Britain’s main domestic counter-intelligence and security agency is trying out a new approach to recruitment, attempting to humanize its employees by painting them as ordinary people with commonplace lives, ambitions, and goals in a bid to boost recruitment.
“MI5 has cleverly taken bits and pieces of the careers of some of its staff, without identifying them, to demonstrate to potential recruits that many of their spies come from very ordinary backgrounds which should prove attractive to anyone considering a career as a spy,” former intelligence officer Phil Ingram said of the campaign, which involves posting background details of staff on the spy agency’s social media.
“The latest MI5 recruiting program is another example of how much effort they are putting in to demystify the service and show how they need people from all walks of life and backgrounds. This level of openness is completely unprecedented and very exciting, and would have been scoffed at only a few years ago.
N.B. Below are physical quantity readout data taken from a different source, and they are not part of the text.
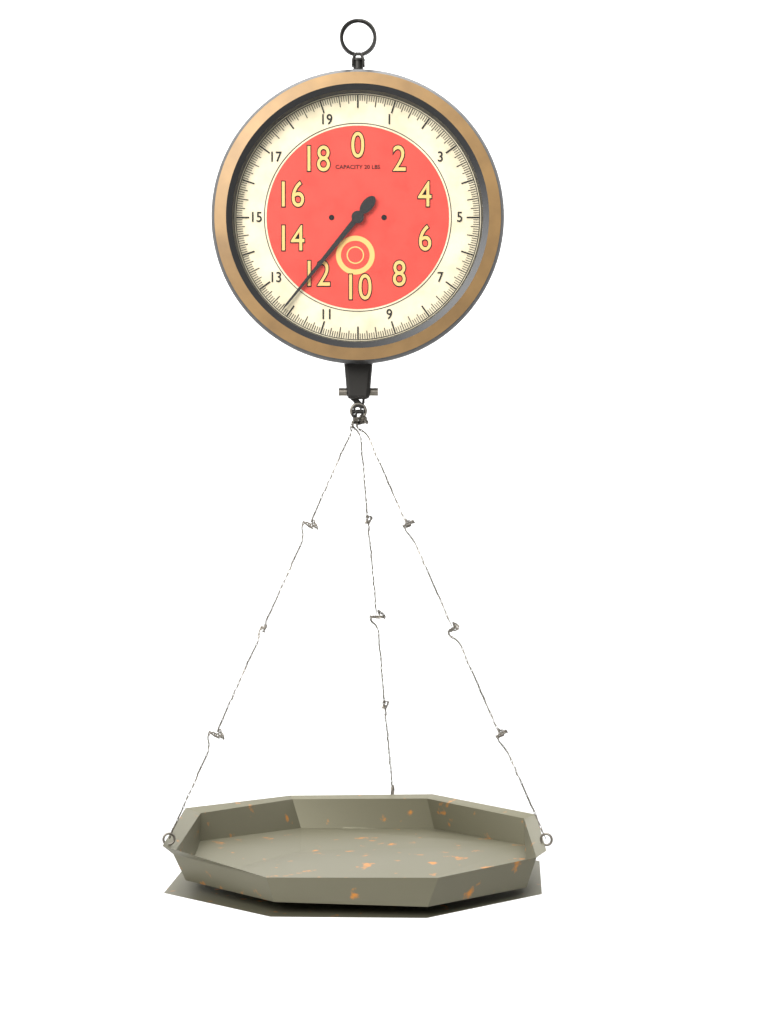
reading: 12.1875 lbs
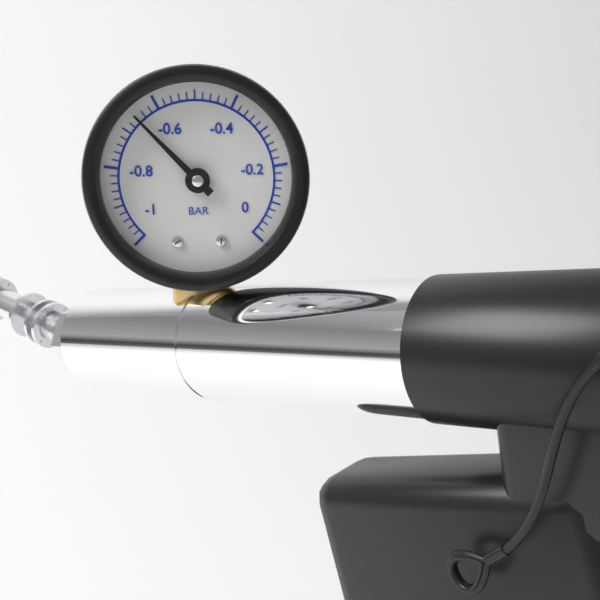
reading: -0.66 bar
However, it is good for the service and for potential recruits and seems to be part of a more open approach being taken by the head of MI5, Ken McCallum,” Ingram said.
MI5’s social media campaign assures would-be recruits that its employees come from all sorts of backgrounds, from an athlete dreaming of taking part in the Olympics but settling for a job as a spy, to a skateboarder inspired by popular portrayals of intelligence agents and dreaming about fighting the “bad guys and saving the day,” to an ordinary travel agent joining to fight terrorism.
“One day I saw an advert for an admin assistant role at MI5. I knew nothing about the organization other than it had a building across the river from MI6 [Britain’s foreign intelligence service, ed.] – but thought I would give it a go and here I am,” the former athlete said. “I’ve had a great career so far and working on our Instagram* account has been fantastic. I can honestly say I love it at MI5. There’s a wide range of career options and for my next role I’ll probably look to go back to doing something operational. I may not have swum at the Olympics but MI5 has given me a chance to represent my country every day.”
“The little I knew about MI5 was based on the TV series Spooks where people single-handedly saved London by getting into scrapes. The reality is quite different, but what I do recognize is the quiet satisfaction of making an unseen difference,” the former travel agent, who now purportedly works as an investigator running “operations into terrorist and state threats,” said.
The skateboarder recalled that she wasn’t sure whether she’d be a right fit for the MI5, but said she was glad she applied, because she could continue her hobby. “The mistaken idea that I might need to give up skateboarding almost stopped me applying but the girl who wanted to help save the day wasn’t going to be put off that easily. I joined as an admin assistant and now I work supporting agent handlers out and about in the UK,” she said. “I’ve met people from all walks of life and lots of them aren’t what I thought MI5 would be like. There isn’t one MI5 ‘profile,’ and I’ve even found other skateboarders here.”
The British domestic intelligence service’s attempt at a fresh, hip approach to recruitment is a move away from tactics of decades past, which included recruiting agents from the nation’s top schools and the military.
The campaign comes amid growing competition for qualified candidates from the private security sector, which offers higher pay.
MI5’s idea is the latest among efforts by the UK’s intelligence services and the military to replenish their numbers amid dwindling public interest in working for the security services, with other recent measures including a relaxation of rules allowing for the recruitment of spies with foreign parents, to efforts to recruit more women and minorities, to a search for agents from among former police officers.
Militaries and intelligence services across the Western world have faced growing difficulty attracting warm bodies in recent years, with potential recruits among young people showing growing hesitation, not only for monetary reasons, but moral and ideological concerns, after being demoralized by the West’s attempt to serve as the world’s policeman over the past three decades.
Officials and lawmakers in the West have sought to tackle the issue in a variety of radical ways, from proposing giving citizenship to illegal immigrants willing to serve in America’s foreign wars, to the CIA promoting a disastrously cringey “woke” ad in 2021 which sparked a tidal wave of ridicule and derision online.